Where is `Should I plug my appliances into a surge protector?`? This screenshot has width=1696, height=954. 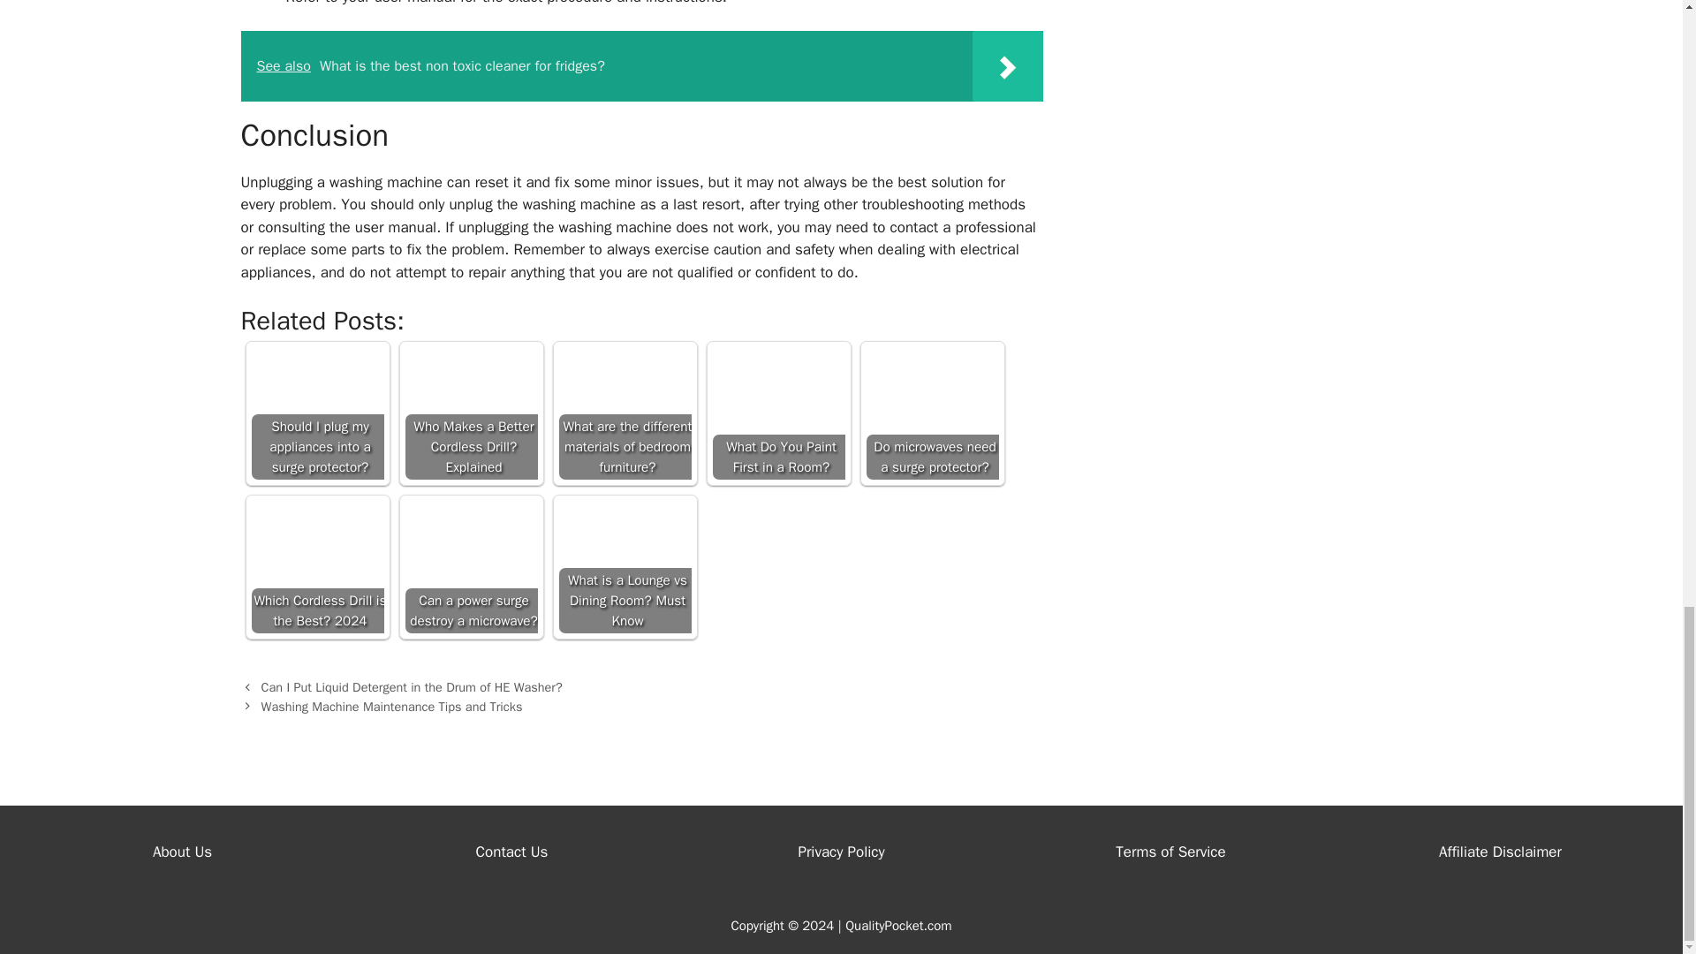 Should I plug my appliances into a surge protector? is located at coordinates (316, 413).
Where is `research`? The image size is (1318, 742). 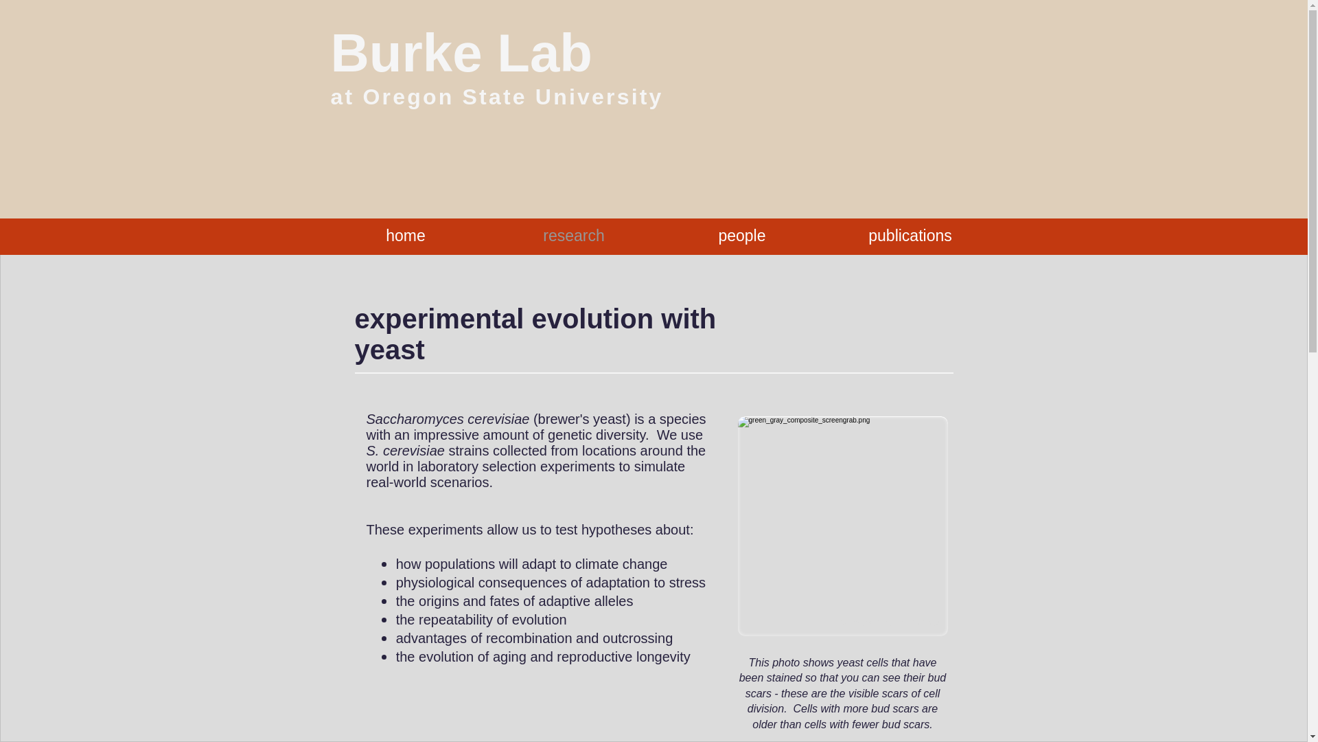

==

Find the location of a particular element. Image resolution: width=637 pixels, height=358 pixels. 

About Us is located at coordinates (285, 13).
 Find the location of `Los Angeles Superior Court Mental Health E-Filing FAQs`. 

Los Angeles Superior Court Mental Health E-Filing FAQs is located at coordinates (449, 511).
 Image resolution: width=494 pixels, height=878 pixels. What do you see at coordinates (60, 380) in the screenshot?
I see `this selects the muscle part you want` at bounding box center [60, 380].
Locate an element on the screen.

> _Exercise aim_
Copy the lines of the data above exactly as written, beginning with the line containing "Find the location of a" and ending with the line containing "Locate an element on the screen.", and leave out all other lines.

> _Response_
Find the location of a particular element. Image resolution: width=637 pixels, height=358 pixels. 

About Us is located at coordinates (285, 13).
 Find the location of `Los Angeles Superior Court Mental Health E-Filing FAQs`. 

Los Angeles Superior Court Mental Health E-Filing FAQs is located at coordinates (449, 511).
 Image resolution: width=494 pixels, height=878 pixels. What do you see at coordinates (60, 380) in the screenshot?
I see `this selects the muscle part you want` at bounding box center [60, 380].
Locate an element on the screen.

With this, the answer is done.